As the adults pour out into the backyard, gasping at the sight of all of their children doing somersaults in the air, Gina screeches at her mother, “Get me down! I said she was out of control and now look!” She flips in the air, trying to push her skirt down, and seethes, “I’m going to sue for emotional distress. And damages! Don’t think I won’t!”

“Daughter, for once in your painfully short life—shut up!” Neva shouts while she marches toward me, and I don’t know if I should laugh or be scared.

“Everything is just fine,” my aunt soothes, gathering the family grimoire and then floating back to the ground. Well, not quite all the way down. She still hovers about an inch off the grass, and the book has the ‘floating in zero gravity’look with pages swaying within its binding.

Mildred opens the grimoire to the correct page and holds it out for me to read. She doesn’t look nervous, so I try not to be nervous too.

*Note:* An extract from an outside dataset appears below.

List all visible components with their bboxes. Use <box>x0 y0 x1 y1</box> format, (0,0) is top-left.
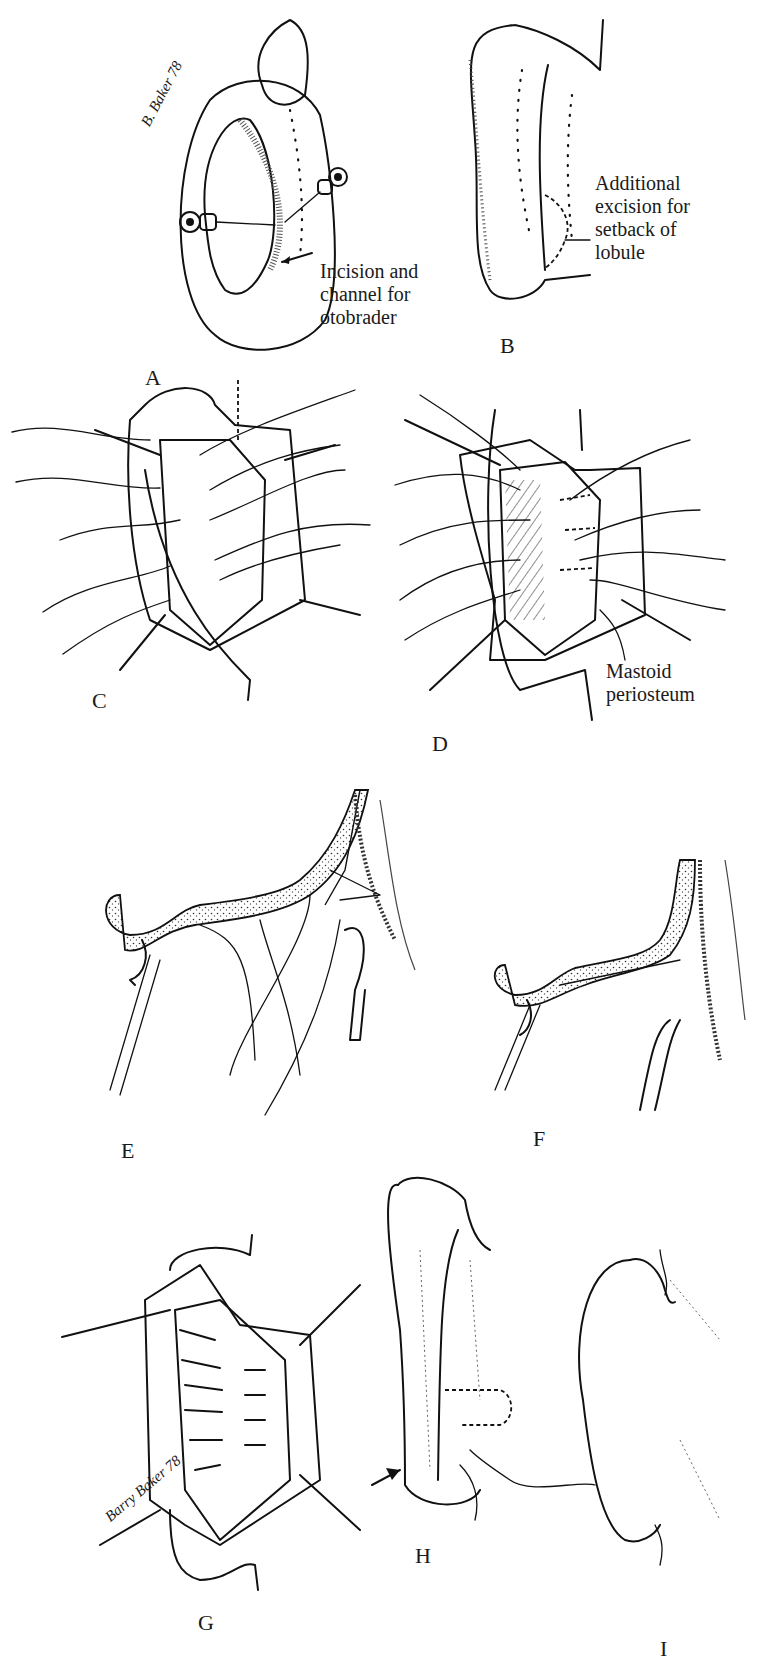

Wiping my sweaty palms against my jeans, I imagine everything gently gliding back down, then out loud, in what I hope sounds like a commanding voice, I read, “Mighty air, what I have risen, I now ask to be returned to the earth.”

I’m scared everything will ‘return to the earth’ a little too well and everyone will be buried up to their necks, but thankfully, just as I imagined, everything falls relatively easily back to the ground. With the disaster averted, there is a lot of cheering, laughing, and a few guys asking if I’ll do it again. Apparently, it’s pretty awesome to get to do backflips in the air without having to go to space first.

Through gritted teeth, Neva requests, “Mildred, would you be so kind as to give me a few minutes of your time. We can go inside. Maybe have a cup of tea.”